I move to get up and touch them. So real they are to me, shining there in the middle of the night. I am older now than Father is as a ghost—that realization str
iking me deeply—as I extend my hand to touch him.
How can a son be older than his father’s ghost? How can a mother continue to comfort her elderly son from her watery grave? And how can a beloved sister ever forgive her brother when he so clearly let her down?
I am trembling. Convulsing. Wondering if this visit is a signal that I am about to die.
I try to rise, my hands still extended, my legs shaking as I step to where they stand.
I remember the sound of the thud as my body fell to the carpet. I remember vaguely the sound of the door opening, the heavy treading of my son’s footsteps coming toward me, and the sensation of his arms pulling me up.
“Dad,” he whispers. “Are you okay?”
I tell him I am. I ask for a drink of water and he leaves me to fetch it.
I don’t remember seeing him return, but when I awake, the glass is there.
I dreamed that it was not my son who brought me back to bed, but the three members of my family. That they had huddled around me and lifted me back onto my mattress, pulled up the covers, and coaxed me back to sleep.

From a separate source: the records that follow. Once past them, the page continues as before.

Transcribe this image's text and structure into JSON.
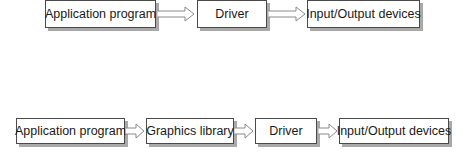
{
  "diagram": {
    "type": "flow",
    "row1": {
      "description": "Application without graphics library",
      "nodes": [
        {
          "id": "app1",
          "label": "Application program"
        },
        {
          "id": "driver1",
          "label": "Driver"
        },
        {
          "id": "io1",
          "label": "Input/Output devices"
        }
      ],
      "edges": [
        {
          "from": "app1",
          "to": "driver1"
        },
        {
          "from": "driver1",
          "to": "io1"
        }
      ]
    },
    "row2": {
      "description": "Application with graphics library",
      "nodes": [
        {
          "id": "app2",
          "label": "Application program"
        },
        {
          "id": "gfx2",
          "label": "Graphics library"
        },
        {
          "id": "driver2",
          "label": "Driver"
        },
        {
          "id": "io2",
          "label": "Input/Output devices"
        }
      ],
      "edges": [
        {
          "from": "app2",
          "to": "gfx2"
        },
        {
          "from": "gfx2",
          "to": "driver2"
        },
        {
          "from": "driver2",
          "to": "io2"
        }
      ]
    },
    "colors": {
      "box_border": "#4a4a4a",
      "box_shadow": "#a9a9a9",
      "arrow_stroke": "#8a8a8a",
      "text": "#1a1a1a",
      "background": "#ffffff"
    }
  }
}
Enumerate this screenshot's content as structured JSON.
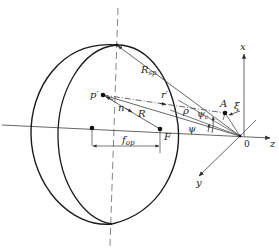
{
  "diagram": {
    "colors": {
      "line": "#555555",
      "lens": "#1a1a1a",
      "text": "#222222",
      "background": "#ffffff"
    },
    "labels": {
      "P_prime": "p′",
      "n": "n",
      "R": "R",
      "r_prime": "r′",
      "R_sp": "R",
      "R_sp_sub": "sp",
      "rho": "ρ",
      "psi_c": "ψ",
      "psi_c_sub": "c",
      "psi": "ψ",
      "A": "A",
      "xi": "ξ",
      "x_axis": "x",
      "y_axis": "y",
      "z_axis": "z",
      "origin": "0",
      "F": "F",
      "f_op": "f",
      "f_op_sub": "op"
    },
    "points": {
      "origin": [
        240,
        136
      ],
      "P_prime": [
        103,
        95
      ],
      "F": [
        160,
        129
      ],
      "A": [
        225,
        113
      ],
      "lens_center_dot": [
        92,
        128
      ],
      "lens_top": [
        117,
        45
      ]
    }
  }
}
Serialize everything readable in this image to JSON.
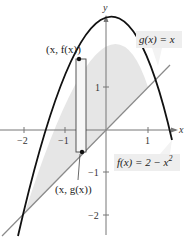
{
  "figure": {
    "type": "area-between-curves",
    "axes": {
      "x_label": "x",
      "y_label": "y",
      "x_ticks": [
        {
          "value": -2,
          "label": "−2"
        },
        {
          "value": -1,
          "label": "−1"
        },
        {
          "value": 1,
          "label": "1"
        }
      ],
      "y_ticks": [
        {
          "value": 1,
          "label": "1"
        },
        {
          "value": -1,
          "label": "−1"
        },
        {
          "value": -2,
          "label": "−2"
        }
      ]
    },
    "curves": {
      "f": {
        "label": "f(x) = 2 − x²",
        "label_main": "f(x) = 2 − x",
        "label_sup": "2",
        "expression": "2 - x^2",
        "color": "#111111"
      },
      "g": {
        "label": "g(x) = x",
        "expression": "x",
        "color": "#888888"
      }
    },
    "region": {
      "from_x": -2,
      "to_x": 1,
      "fill": "#e6e6e6"
    },
    "representative_rectangle": {
      "x": -0.75,
      "top_point_label": "(x, f(x))",
      "bottom_point_label": "(x, g(x))"
    },
    "colors": {
      "label_box": "#eeeeee",
      "axis": "#777777"
    }
  }
}
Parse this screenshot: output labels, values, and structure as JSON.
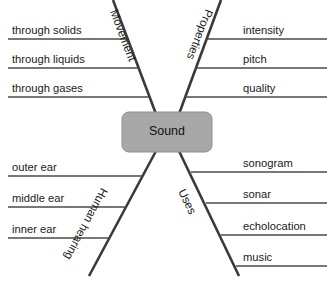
{
  "diagram": {
    "center": {
      "label": "Sound",
      "fill_color": "#a8a8a8",
      "text_color": "#111111"
    },
    "line_color": "#3a3a3a",
    "rule_color": "#4a4a4a",
    "background_color": "#ffffff",
    "branches": [
      {
        "name": "movement",
        "label": "Movement",
        "position": "top-left",
        "leaves": [
          "through solids",
          "through liquids",
          "through gases"
        ]
      },
      {
        "name": "properties",
        "label": "Properties",
        "position": "top-right",
        "leaves": [
          "intensity",
          "pitch",
          "quality"
        ]
      },
      {
        "name": "human-hearing",
        "label": "Human hearing",
        "position": "bottom-left",
        "leaves": [
          "outer ear",
          "middle ear",
          "inner ear"
        ]
      },
      {
        "name": "uses",
        "label": "Uses",
        "position": "bottom-right",
        "leaves": [
          "sonogram",
          "sonar",
          "echolocation",
          "music"
        ]
      }
    ]
  }
}
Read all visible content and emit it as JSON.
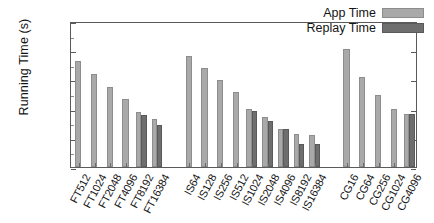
{
  "chart_data": {
    "type": "bar",
    "title": "",
    "xlabel": "",
    "ylabel": "Running Time (s)",
    "yscale": "log",
    "ylim": [
      1,
      1024
    ],
    "yticks": [
      1,
      4,
      16,
      64,
      256,
      1024
    ],
    "ytick_labels": [
      "1",
      "4",
      "16",
      "64",
      "256",
      "1024"
    ],
    "grid": false,
    "legend_position": "top-right",
    "legend": [
      "App Time",
      "Replay Time"
    ],
    "categories": [
      "FT512",
      "FT1024",
      "FT2048",
      "FT4096",
      "FT8192",
      "FT16384",
      "IS64",
      "IS128",
      "IS256",
      "IS512",
      "IS1024",
      "IS2048",
      "IS4096",
      "IS8192",
      "IS16384",
      "CG16",
      "CG64",
      "CG256",
      "CG1024",
      "CG4096"
    ],
    "groups": [
      {
        "name": "FT",
        "categories": [
          "FT512",
          "FT1024",
          "FT2048",
          "FT4096",
          "FT8192",
          "FT16384"
        ]
      },
      {
        "name": "IS",
        "categories": [
          "IS64",
          "IS128",
          "IS256",
          "IS512",
          "IS1024",
          "IS2048",
          "IS4096",
          "IS8192",
          "IS16384"
        ]
      },
      {
        "name": "CG",
        "categories": [
          "CG16",
          "CG64",
          "CG256",
          "CG1024",
          "CG4096"
        ]
      }
    ],
    "series": [
      {
        "name": "App Time",
        "color": "#a9a9a9",
        "values": [
          150,
          82,
          45,
          25,
          13.5,
          10,
          190,
          110,
          63,
          36,
          16,
          10.5,
          6,
          4.8,
          4.5,
          270,
          72,
          30,
          15.5,
          12.5
        ]
      },
      {
        "name": "Replay Time",
        "color": "#6e6e6e",
        "values": [
          null,
          null,
          null,
          null,
          12,
          7.5,
          null,
          null,
          null,
          null,
          14,
          9,
          6,
          3,
          3,
          null,
          null,
          null,
          null,
          12.5
        ]
      }
    ]
  },
  "axis": {
    "y_title": "Running Time (s)"
  },
  "legend": {
    "entries": [
      {
        "label": "App Time",
        "swatch": "app"
      },
      {
        "label": "Replay Time",
        "swatch": "replay"
      }
    ]
  }
}
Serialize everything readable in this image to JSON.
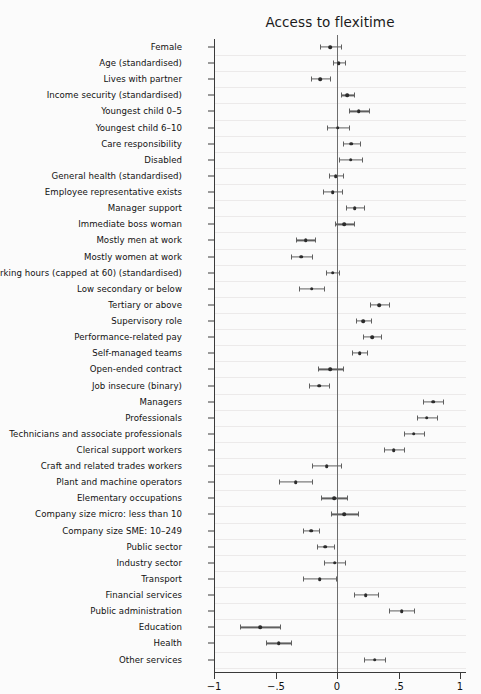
{
  "chart_data": {
    "type": "scatter",
    "title": "Access to flexitime",
    "subtitle": "",
    "xlabel": "",
    "ylabel": "",
    "xlim": [
      -1.15,
      1.15
    ],
    "xticks": [
      -1,
      -0.5,
      0,
      0.5,
      1
    ],
    "xtick_labels": [
      "−1",
      "−.5",
      "0",
      ".5",
      "1"
    ],
    "grid": true,
    "legend": "none",
    "reference_line": 0,
    "point_color": "#2b2b2b",
    "ci_color": "#5f5f5f",
    "axis_color": "#3a3a3a",
    "background": "#fbfbfb",
    "categories": [
      "Female",
      "Age (standardised)",
      "Lives with partner",
      "Income security (standardised)",
      "Youngest child 0–5",
      "Youngest child 6–10",
      "Care responsibility",
      "Disabled",
      "General health (standardised)",
      "Employee representative exists",
      "Manager support",
      "Immediate boss woman",
      "Mostly men at work",
      "Mostly women at work",
      "Working hours (capped at 60) (standardised)",
      "Low secondary or below",
      "Tertiary or above",
      "Supervisory role",
      "Performance-related pay",
      "Self-managed teams",
      "Open-ended contract",
      "Job insecure (binary)",
      "Managers",
      "Professionals",
      "Technicians and associate professionals",
      "Clerical support workers",
      "Craft and related trades workers",
      "Plant and machine operators",
      "Elementary occupations",
      "Company size micro: less than 10",
      "Company size SME: 10–249",
      "Public sector",
      "Industry sector",
      "Transport",
      "Financial services",
      "Public administration",
      "Education",
      "Health",
      "Other services"
    ],
    "estimates": [
      -0.055,
      0.015,
      -0.135,
      0.085,
      0.175,
      0.005,
      0.115,
      0.11,
      -0.01,
      -0.035,
      0.145,
      0.06,
      -0.255,
      -0.29,
      -0.035,
      -0.205,
      0.345,
      0.215,
      0.285,
      0.185,
      -0.055,
      -0.145,
      0.78,
      0.73,
      0.625,
      0.46,
      -0.085,
      -0.335,
      -0.025,
      0.06,
      -0.21,
      -0.095,
      -0.02,
      -0.14,
      0.235,
      0.525,
      -0.625,
      -0.475,
      0.305
    ],
    "ci_lower": [
      -0.135,
      -0.03,
      -0.215,
      0.035,
      0.095,
      -0.085,
      0.045,
      0.015,
      -0.065,
      -0.11,
      0.07,
      -0.015,
      -0.335,
      -0.375,
      -0.09,
      -0.305,
      0.27,
      0.155,
      0.215,
      0.125,
      -0.155,
      -0.225,
      0.7,
      0.65,
      0.545,
      0.38,
      -0.2,
      -0.47,
      -0.13,
      -0.05,
      -0.275,
      -0.165,
      -0.105,
      -0.275,
      0.135,
      0.42,
      -0.79,
      -0.58,
      0.22
    ],
    "ci_upper": [
      0.03,
      0.065,
      -0.055,
      0.135,
      0.26,
      0.095,
      0.185,
      0.205,
      0.045,
      0.04,
      0.22,
      0.135,
      -0.175,
      -0.205,
      0.02,
      -0.105,
      0.42,
      0.275,
      0.355,
      0.245,
      0.045,
      -0.065,
      0.86,
      0.815,
      0.705,
      0.545,
      0.03,
      -0.2,
      0.08,
      0.17,
      -0.145,
      -0.025,
      0.065,
      -0.005,
      0.335,
      0.625,
      -0.46,
      -0.37,
      0.39
    ]
  }
}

And I knew that from then on, should any of them visit me again, it would no longer be on a sleepless night. It would be the same as when Lenka comes . . . in my dreams.
CHAPTER 50
LENKA
In the spring of 1944, we are told that special visitors are coming to visit Terezín and that certain improvements will be made. Commandant Rahm, who is in charge of the ghetto now, orders additional transports east to make room for the “beautification” of the ghetto. Already eighteen thousand had been transported from Terezín, and now he was demanding that all orphans be sent east. Next were those sick with tuberculosis. A few weeks later, he orders an additional seventy-five hundred prisoners transported. A panic rushes over the ghetto as families are broken apart. One woman begs to be put on a list after her son is selected for a transport. At the station, with the train about to depart, she notices her son is not present and his name not called. Pandemonium breaks out when she is forced onto the cattle car by the SS. She is screaming for the soldiers to remove her, but they cannot make an exception, for the quota ordered by Rahm must be maintained. That evening I see her teenage son crying inconsolably outside the Sudeten barracks. A few people are trying to comfort him, but he is flailing about like a dying animal.